Control allocation roll/pitch torque effectiveness actual meaning

The ‘absolute value’ gets determine by implementing the equations which governs how control surface deflections produces torques: Here is example of two elevons producing a pitching torque:

If we replace all the symbols (except for the deflections) and linearise we get the following equations, implemented for roll, pitch and yaw:

So the above is the unnormalised effective matrix for Elevons. Each elevon produce 6.12Nm per radian deflection in roll, 18.99Nm per radian deflection in pitch and 10.969 Nm per deflection in yaw. So this is the absolute value.

We then take the Jacobian and normalise the matrix and get the following:

image

The above elements are which you plug into QGC for roll, pitch, and yaw.

What PX4 then does, it receives this Normalised Effective Matrix, and calculates the inverse, and then also normalises.

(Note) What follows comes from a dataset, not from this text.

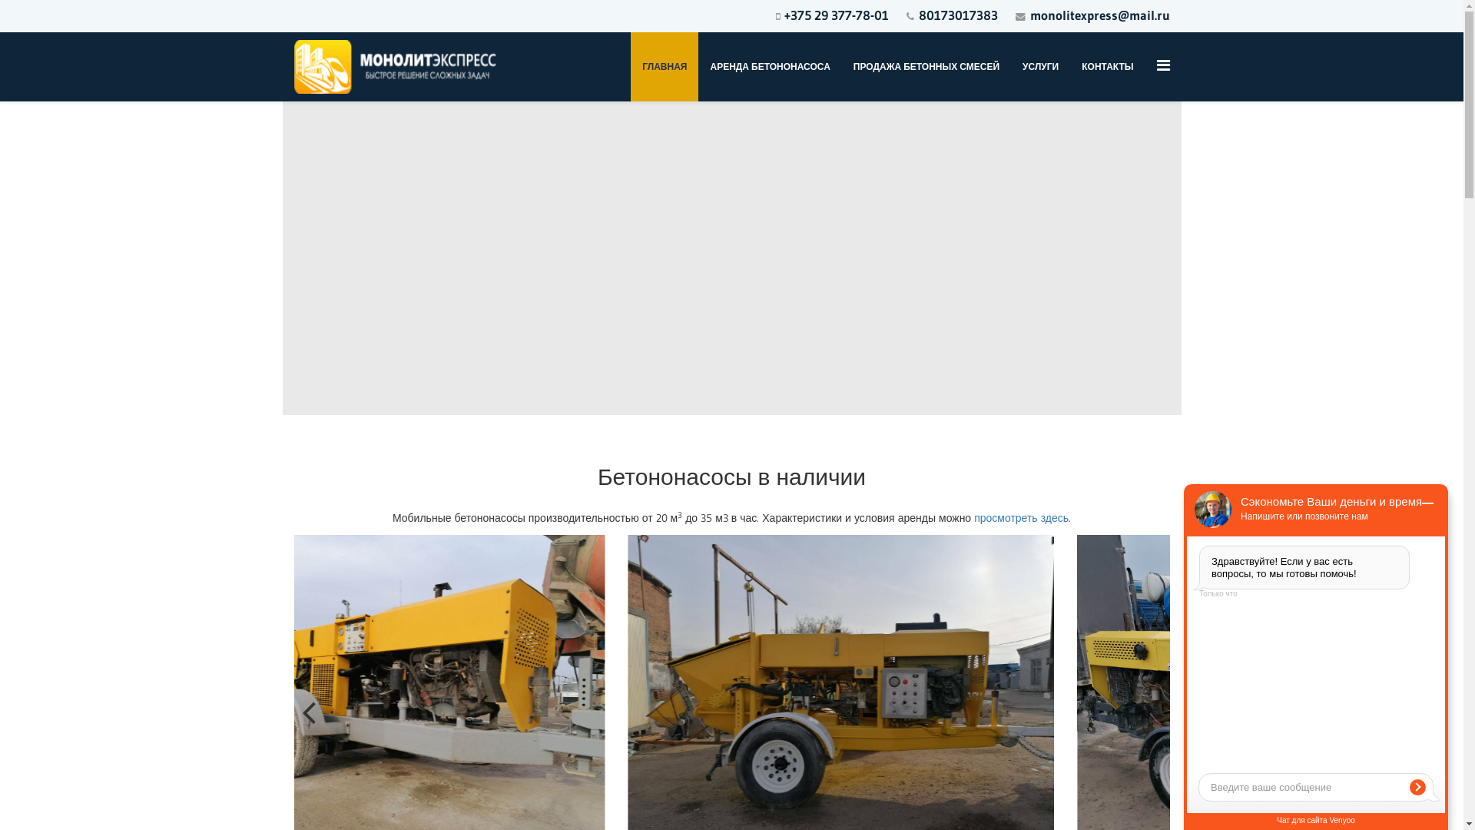  What do you see at coordinates (836, 15) in the screenshot?
I see `+375 29 377-78-01` at bounding box center [836, 15].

The Pseudo inverse for above matrix is: And is known as the Control allocation matrix.
image

And if we normalize we get (This is not necessary how PX4 normalize the Control allocation matrix)

This matrix is multiply by the controllers torque setpoint (P,Q,R)
and results in:

The column vector which this matrix equate is your normalised deflection of your control surfaces. So to answer your 2nd question: From what I can gather you are using the effectiveness matrix to calculate your deflection angle, but it should be your control allocation matrix.

When adjusting both roll and pitch torques from ± 0.5 to ±1.0, wont change anything, because after the normalised effectiveness matrix is inversed (the Pseudo inverse) its gets normalised again, and this will removed that 2 gain value which you multiplied. Its important to note, that I have normalised each axis with the max value in that axis, whereas in PX4 they do it differently.

Another thing to note, is that you can see that its possible to saturate your control surfaces when commanding a full Pitch torque(1) and full roll torque (1) → PX4 does some handling of this, but in general having dedicated control surfaces for each axis, you wont run into this. This will happened when you try to control pitch roll and yaw just with elevons, as with this example.

I dont think I understand your 2nd question, but I do hope I gave more insight into this. And sorry I cant put math equation into this forum so following the math matrices is difficult.